More than anything else, Capitalism is about who controls the “gross consumption” of resources – natural, human, manufactured, or spiritual. A few statistical bullets will suffice to support this observation:
  1. It is estimated that "the richest 225 people in the world today control more wealth than the poorest 2.5 billion people. And that the three richest people in the world control more wealth than the poorest 48 nations. A.H. Bill, Facing the Future: People and the Planet. 1998.
    http://www.mindfully.org/Sustainability/Consumption-Industrialized-Commercialized.htm

  2. The U.S. spent half a trillion dollars in 1998: 50% went toward the military budget; 6% was spent on education; health, the environment, and justice each received 5%, transportation less than 3%; economic development almost 2%; and agriculture and energy less than 1% each. A.H. Bill, Facing the Future: People and the Planet.

  3. Americans constitute 5% of the world's population, but consume 24% of the world's energy. On average, one American consumes as much energy as 2 Japanese, 6 Mexicans, 13 Chinese, 31 Indians, 128 Bangladeshis, 307 Tanzanians, or 370 Ethiopians. P. Ehrlich, Population Bomb [PBS website– website now retired but book by same name should contain this information].

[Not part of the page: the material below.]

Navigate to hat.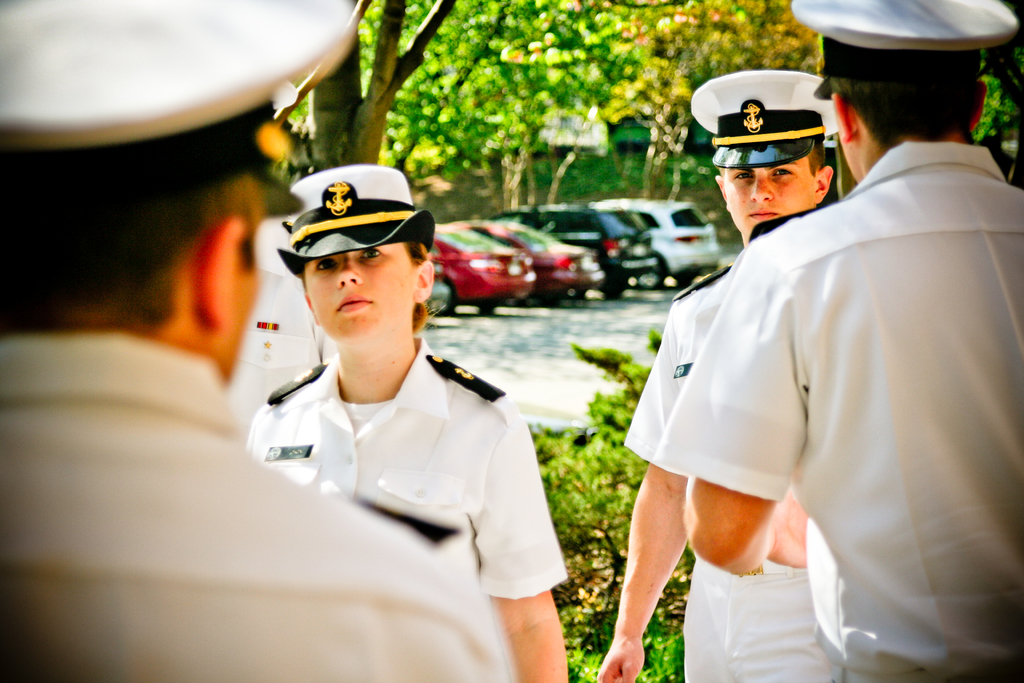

  4. 250 million people have died of hunger-related causes in the past quarter-century — roughly 10 million each year.

  5. 700 to 800 million people, perhaps even as many as a billion, don't get enough food to support normal daily activities.

  6. 1.7 billion people lack access to clean drinking water and, by the year 2000, the number of urban dwellers without access to safe water and sanitation services is expected to grow by 80%.

  7. One-third of the world's fish catch and more than one-third of the world's total grain output are fed to livestock.

  8. 38 million people are poor in the United States; 19 million of these are working!

Afrothetic's First Law of Consumption: Humans are born from consumption, live by consumption and, at death, are by-products of consumption. Corollaries: “Dust to dust, ash to ashes.” "We are what we eat."